The twit is already peering down his nose when I order a Moscow Mule. It arrives, and I express innocent disappointment that it’s not served in the signature copper mug—really, the only reason to order a Moscow Mule. Our waiter replies, or rather sniffs: “That was a marketing invention of the Eighties, sir.” This, from a boy who, while I was playing keyboards in Detroit’s Eighties garage rock scene, was drinking artisanal milk from his mother’s teat.

With perfect timing, an (admittedly tipsy) journalist in our party commits an ultimate offense: stepping briefly behind the bar’s altar to inform its high priests that we’re heading out for a smoke. We’re instantly cut off, but no matter. Piling into the Enclave with six passengers, including two ever-adventurous Maserati PR reps, I drift the Buick over snowy, familiar back streets to nearby Green Dot Stables.

Now we’re talking.

Resuscitated by Jacques Driscoll, a prodigal Detroiter and chef who couldn’t afford his own place in San Diego, Green Dot Stables abuts the sprucing-up Corktown neighborhood, near the smutty Ambassador Bridge to Canada. From 20 years ago, I recall drinking legally at Green Dot around 4 AM, hours past the city’s 2 AM cutoff, because the Detroit cops and detectives who frequented the bar decided it was legal. Green Dot still features the horse sculpture atop its shingled roof, a formica bar and poker-table vinyl stools. But Driscoll now serves up a wondrous variety of gourmet sliders and sides: a venison chili with Coney dog, Korean beef with kimchi, a quinoa with kale chimichurri, a daily Mystery Meat. And most everything, including beer and house cocktails, is priced at $3. Or, as we’d say in New York, four-for-one drinks. Order a fancier liquor, say a Hendrick’s gin, and you might get charged $4 or $5, but that’s about it.
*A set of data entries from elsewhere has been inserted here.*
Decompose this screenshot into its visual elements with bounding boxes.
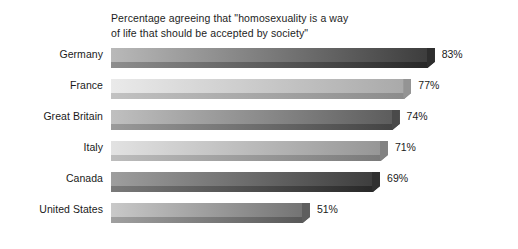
category-label-canada: Canada xyxy=(0,169,103,188)
chart-title: Percentage agreeing that "homosexuality … xyxy=(111,11,441,40)
bar-row: Canada69% xyxy=(0,169,518,200)
value-label: 69% xyxy=(387,171,408,185)
category-label-france: France xyxy=(0,76,103,95)
bar-end-cap xyxy=(403,79,411,99)
bar-end-cap xyxy=(392,110,400,130)
bar-face xyxy=(111,48,435,62)
category-label-italy: Italy xyxy=(0,138,103,157)
bar-bottom-bevel xyxy=(111,217,310,223)
bar-row: Great Britain74% xyxy=(0,107,518,138)
category-label-germany: Germany xyxy=(0,45,103,64)
bar-bottom-bevel xyxy=(111,124,400,130)
category-label-great-britain: Great Britain xyxy=(0,107,103,126)
bar-face xyxy=(111,79,411,93)
bar-end-cap xyxy=(380,141,388,161)
bar-germany xyxy=(111,48,435,69)
bar-canada xyxy=(111,172,380,193)
bar-face xyxy=(111,203,310,217)
bar-row: United States51% xyxy=(0,200,518,231)
bar-face xyxy=(111,110,400,124)
value-label: 51% xyxy=(317,202,338,216)
bar-row: Germany83% xyxy=(0,45,518,76)
category-label-united-states: United States xyxy=(0,200,103,219)
value-label: 83% xyxy=(442,47,463,61)
bar-end-cap xyxy=(372,172,380,192)
bar-face xyxy=(111,172,380,186)
bar-end-cap xyxy=(302,203,310,223)
value-label: 77% xyxy=(418,78,439,92)
bar-bottom-bevel xyxy=(111,62,435,68)
bar-row: France77% xyxy=(0,76,518,107)
bar-united-states xyxy=(111,203,310,224)
bar-row: Italy71% xyxy=(0,138,518,169)
bar-bottom-bevel xyxy=(111,155,388,161)
bar-great-britain xyxy=(111,110,400,131)
bar-face xyxy=(111,141,388,155)
bar-chart: Percentage agreeing that "homosexuality … xyxy=(0,0,518,249)
value-label: 74% xyxy=(407,109,428,123)
value-label: 71% xyxy=(395,140,416,154)
bar-bottom-bevel xyxy=(111,93,411,99)
bar-france xyxy=(111,79,411,100)
bar-bottom-bevel xyxy=(111,186,380,192)
bar-end-cap xyxy=(427,48,435,68)
bar-italy xyxy=(111,141,388,162)
plot-area: Germany83%France77%Great Britain74%Italy… xyxy=(0,45,518,245)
Washing Sugar House’s phony aftertaste out of my mouth, it struck me that Green Dot Stables is The Next Detroit: repurposed, surprisingly with-it, but in on the joke. In this Detroit, there’s no pretense, no erasing our blue-collar past, no pretending this city is something it’s not. Certainly not Brooklyn, or a theme-park version thereof. Or Portland, or Austin. Just Detroit. Redesigned like a classic car, improved yet familiar. But let’s definitely keep the $3 cocktails.